United States or Faroe Islands ? Vote for the TOP Country of the Week !


Or tried to. Until it was too late. Kalus lay on his back on the ground, the sleeping bag giving him warmth, but little else. He put his hands behind his head and looked to the sky, while the cub nestled at his feet. How far away the stars looked, how indifferent and utterly unreachable.

Its splendour could never lodge in minds that conceive Deity perched upon a cloud within telephoning distance of fashionable churches. How should he phrase it even to himself, whose memory drew up pictures from so dim a past that the language fit to frame them lay unreachable and lost? Henriot did not know. Perhaps he never yet has known. Certainly, at the time, he did not even try to think.

Both of them saw the watchers, posted at every vantage-point, insolently wakeful; both of them knew that Jaimihr had placed them there. But neither of them looked one inch deeper than the surface, nor supposed that their presence betokened anything but the prince's unreachable ambition.

But McNorton smiled indulgently. "I hope you're right," he said. "I hope the whole thing is a mare's nest and for once in my life I trust that the police clues are as wrong as hell. But, anyway, van Heerden is cabling mighty freely and I want Beale!" But Beale was unreachable. A visit to his apartment produced no results.

The very dogs had apparently no time to loiter, but scurried about as though late for their engagements. The transit from dock to hotel was like a visit to a new circle in the Inferno, where trains rumble eternally overhead, and cable cars glide and block around a pale-faced throng of the damned, who are forced, in expiation of their sins, to hasten forever toward an unreachable goal.

Robin threw herself on her knees and scrambled like a cat. She was under the bed and in the remotest corner against the wall. She was actually unreachable, and she lay on her back kicking madly, hammering her heels against the floor and uttering piercing shrieks. As something had seemed to let itself go when she writhed under the bushes in the Gardens, so did something let go now.

He continued to whistle, and looked up at a hanging lamp, which defined itself against the window niche by means of a wreath of gay artificial flowers. In this hanging lamp, which hung there unnoticed and unreachable from the floor, he had, a year ago, quite by accident, discovered a store of love letters.

Or worse, far worse, what if he should be tempted by rank and wealth, and, accepting her, be shorn of his glory and proved of the ordinary human type after all? A thousand times rather would she see the bright particular star blazing unreachable above her. What! would she carry it about a cinder in her pocket? And yet if he could be "turned to a coal," why should she go on worshiping him?

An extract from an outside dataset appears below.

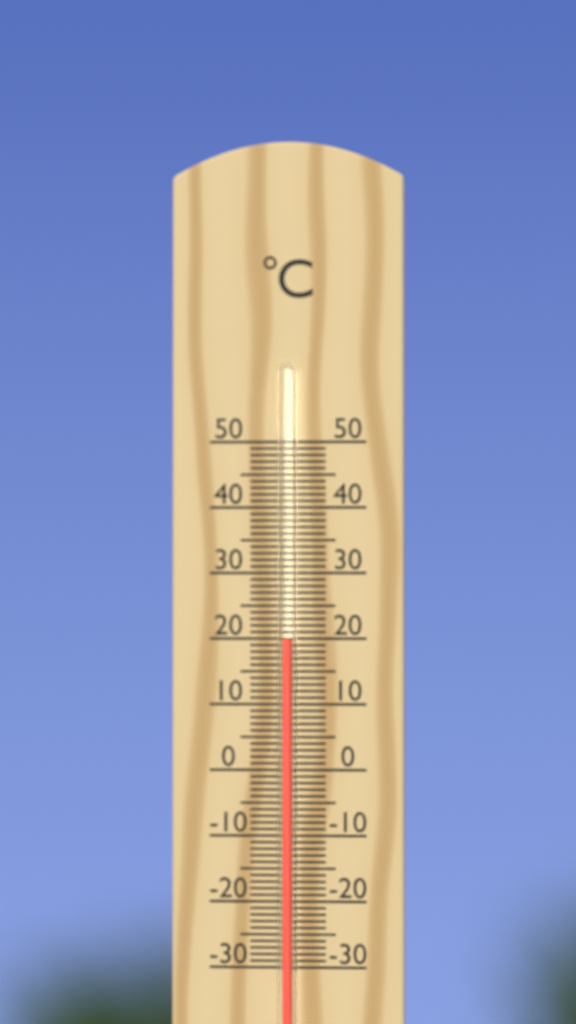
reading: 20 °C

And yet the grotesque passengers regarded her only as a vehicle, to carry them sedatively to some clamouring dock. Fools! She was more lovely than anything they would ever see again! He yearned to drive her endlessly toward that unreachable perimeter of sky. On land there had been definite horizons, even if disappointing when reached and examined; but here there was no horizon at all.

"Keith!" she gently called, her voice barely audible. Only silence was there. Keith was far away unreachable. Jenny pressed her hands to her lips, that were trembling uncontrollably. She rose, struggling for composure, struggling to get back to the old way of looking at everything. It seemed imperative that she should do so. In a forlorn, quivering voice she ventured: "What a life!